There are a lot of great things happening in St. Louis City and I credit hard work by many people, including activists and Mayor Tishaura Jones. Unfortunately, there is also the ongoing epidemic of corporate welfare, which started forty years ago and is now fecklessly rubber stamped by Alders, and pretty much the City caving to the public school privatization movement.
Among the awful things that happens in St. Louis is making public school kids pay for rich white people’s projects. Today, I’m writing projects on Delmar: Maxine Clark’s Delmar Divine, a home for privatization nonprofits, and billionaire Jim McKelvey’s Delmar Makers Place.
Yeah. Yeah. Yeah. Some really nice places owned by good people and good organizations are also now on Delmar because of Clark and McKelvey. That’s what rich people do. They drape themselves with good to ward off criticism. If these rich people were good themselves, they would pay for these projects on their own instead of burdening taxpayers and public school kids.
Maxine Clark is the welfare queen of Build A Bear. We used #WelfareBears on Twitter back in the day.
Clark has a net worth of $22.1 Million and makes $1,370,260 a year as a director on the board of Build A Bear. The City gave the company 50% of its earning’s/payroll/income taxes and 75% tax abatement (money taken from public school kids) to move fourteen miles from St. Louis County to Downtown St. Louis.
Millionaire privatization activist Rex Sinquefield’s Dimensional Fund Advisers owned 6.4% of Build A Bear stock at the time.
Alder Cara Spencer took a walk on that vote and then Alder now Board President Megan Green voted Yes. Voting No were Alder Shane Cohn and former Alders Heather Navarro and Dan Guenther.
A 200 jobs figure was tossed around by everyone during the process but the TIF agreement only required maintaining the 170 jobs. Information was highly problematic during the process and generally a #TransparencyFail, as we called it on Twitter.
Meanwhile, as public school kids pay for the Build A Bear move, Clark spends her retirement as godmother of public school privatization in St. Louis. Reminder: charter schools are private schools funded by tax dollars meant for public schools.
Clark’s Delmar Devine is a nonprofit campus that focuses on all sorts of privatization schemes and got all sorts of corporate welfare, including tax abatement, of course. It is home to:
Opportunity Trust, hell bent on using public dollars to open charter schools
WePower (an arm of Opportunity Trust), which wants more public money to expand child care at charter schools, not being content with a sales tax grift ridiculously adopted by voters to fund training and marketing of child care at charter schools but not public schools
United 4 Children, part of the early childhood education grift which doesn’t actually fund child care but rather funds training, marketing, information
KIPP charter schools
Clark-Fox Family Foundation, supporting various anti-public school and anti-union teacher efforts and I believe working on the funding child care at charter schools initiative
Teach For America, the anti-union, anti-teachers as a degreed profession group
All of them have well paid staff and public relations budgets that most of the small noprofits the rest of us are associated with will never see.
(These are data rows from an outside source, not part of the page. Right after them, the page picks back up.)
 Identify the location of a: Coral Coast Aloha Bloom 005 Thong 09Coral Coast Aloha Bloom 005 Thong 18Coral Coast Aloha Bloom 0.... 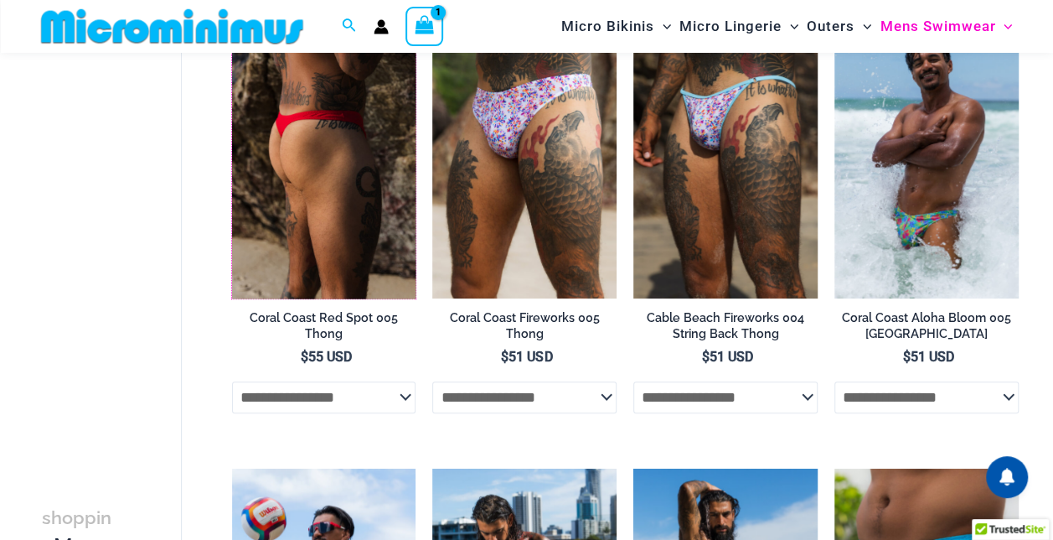
(927, 160). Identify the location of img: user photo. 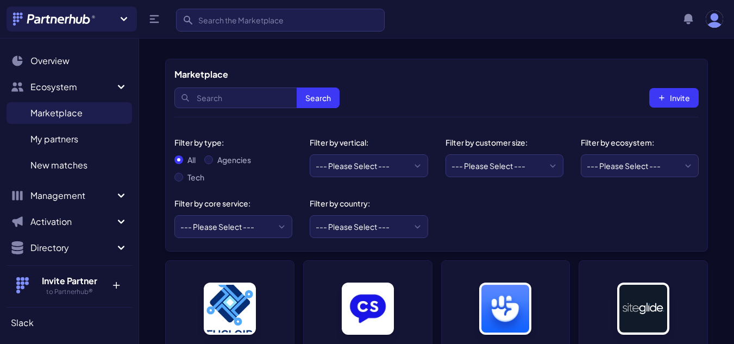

It’s really stretching the definition to use “charity” on some of them. They are nonprofit arms of political agendas.
Then there’s Delmar’s Jim McKelvey, of Square fame. He could well afford to do anythign he has in St. Louis without making public school kids pay for it.
I meant to write a lot more on all this but I need to run. Just search McKelvey’s name for the millions and millions in tax abatement and other incentives he has benefitted from.